I can’t help feeling that England have less momentum going into this [...]
20 September 2006 – 4:48 pm
From Robert Graves’ Goodbye to All That:
24 June, 1915, Versailles. This afternoon we had a cricket match, officers v. sergeants, in an enclosure between some houses out of observation from the enemy. Our front line is three-quarters of a mile away. I made top score, 24; the bat was a bit of a rafter, the [...]
21 August 2006 – 12:26 am
What a complete farce. I just hope the England players and management have the sense to keep their heads down and stay out of the argument as much as possible. Let Pakistan and the ICC sort it out between themselves.
EDIT: Simon Barnes is good on this.
Talking about cricket and politics yesterday, one thing I didn’t mention was Norman Tebbit’s famous ‘cricket test’. Tebbit is a Conservative politician, and in an interview in 1990, he said
A large proportion of Britain’s Asian population fail to pass the cricket test. Which side do they cheer for? It’s an interesting test. Are you [...]

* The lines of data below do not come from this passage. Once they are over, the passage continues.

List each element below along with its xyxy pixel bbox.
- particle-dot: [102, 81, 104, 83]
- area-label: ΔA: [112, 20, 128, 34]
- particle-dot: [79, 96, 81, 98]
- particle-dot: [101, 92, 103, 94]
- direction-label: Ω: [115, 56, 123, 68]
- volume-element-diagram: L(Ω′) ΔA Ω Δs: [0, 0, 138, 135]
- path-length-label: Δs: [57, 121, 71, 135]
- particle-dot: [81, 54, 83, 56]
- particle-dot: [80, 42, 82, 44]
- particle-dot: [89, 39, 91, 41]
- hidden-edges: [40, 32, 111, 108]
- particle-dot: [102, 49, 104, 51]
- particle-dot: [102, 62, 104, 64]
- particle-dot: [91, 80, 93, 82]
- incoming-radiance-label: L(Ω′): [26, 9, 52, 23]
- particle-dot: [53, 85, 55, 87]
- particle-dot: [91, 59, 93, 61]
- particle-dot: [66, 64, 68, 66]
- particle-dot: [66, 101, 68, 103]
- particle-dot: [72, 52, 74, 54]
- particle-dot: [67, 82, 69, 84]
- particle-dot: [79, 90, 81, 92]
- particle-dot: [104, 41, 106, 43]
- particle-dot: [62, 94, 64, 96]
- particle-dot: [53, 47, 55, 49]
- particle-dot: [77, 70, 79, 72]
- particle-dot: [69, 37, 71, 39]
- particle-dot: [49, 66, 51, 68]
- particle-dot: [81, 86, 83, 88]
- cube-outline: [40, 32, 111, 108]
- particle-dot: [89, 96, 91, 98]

In the comments to my last post about cricket, Scavella mentioned the role of cricket as a ‘vehicle of subversion of empire’. It was always inevitable that cricket would have a political dimension.
For those who aren’t fans, the list of nations that play cricket at the top level is: England, the West Indies*, South Africa, [...]
The beauty of cricket, and the reason it can (sometimes) hold your attention for the whole five days of a test match, is that it’s well balanced. In almost any situation, the fall of a couple of quick wickets would significantly change the balance of the match. So even when there’s nothing very exciting happening [...]
The lark’s on the wing,
The snail’s on the thorn,
Harmison is on fire,
Panesar is taking key wickets,
Pietersen is holding his catches,
God’s in his heaven –
All’s right with the world!
As I’m sure Browning meant to say.
It seems only fair to point out that when I said, about the cricket match between England and Sri Lanka, that Sri Lanka were “almost certainly going to get thrashed” – I was wrong. After following on, they made one of the great comebacks in the history of Test cricket to be 537-9 at the end [...]
The NY Times ’sent out a short letter to a couple of hundred prominent writers, critics, editors and other literary sages, asking them to please identify “the single best work of American fiction published in the last 25 years”‘. You can see the list of works that got more than one vote here. I’ve read [...]
I must admit, after the humiliation in Pakistan, I was starting to lose faith, but England’s performance to tie the series in India without Vaughan, Trescothick, Simon Jones or Ashley Giles, and for the last game without Harmison and Cook as well, was seriously impressive.
BTW, isn’t Marcus Trescothick just the perfect name for the hero [...]
3 December 2005 – 9:10 am
I turned on the radio in time to hear the last ball before lunch, and was pleased to hear that England hadn’t lost a wicket and it was 201 for 2. Four overs later, it’s 220 for 6.
Bugger.
EDIT: 227 for 7, now. Somehow I think we’ve lost this series.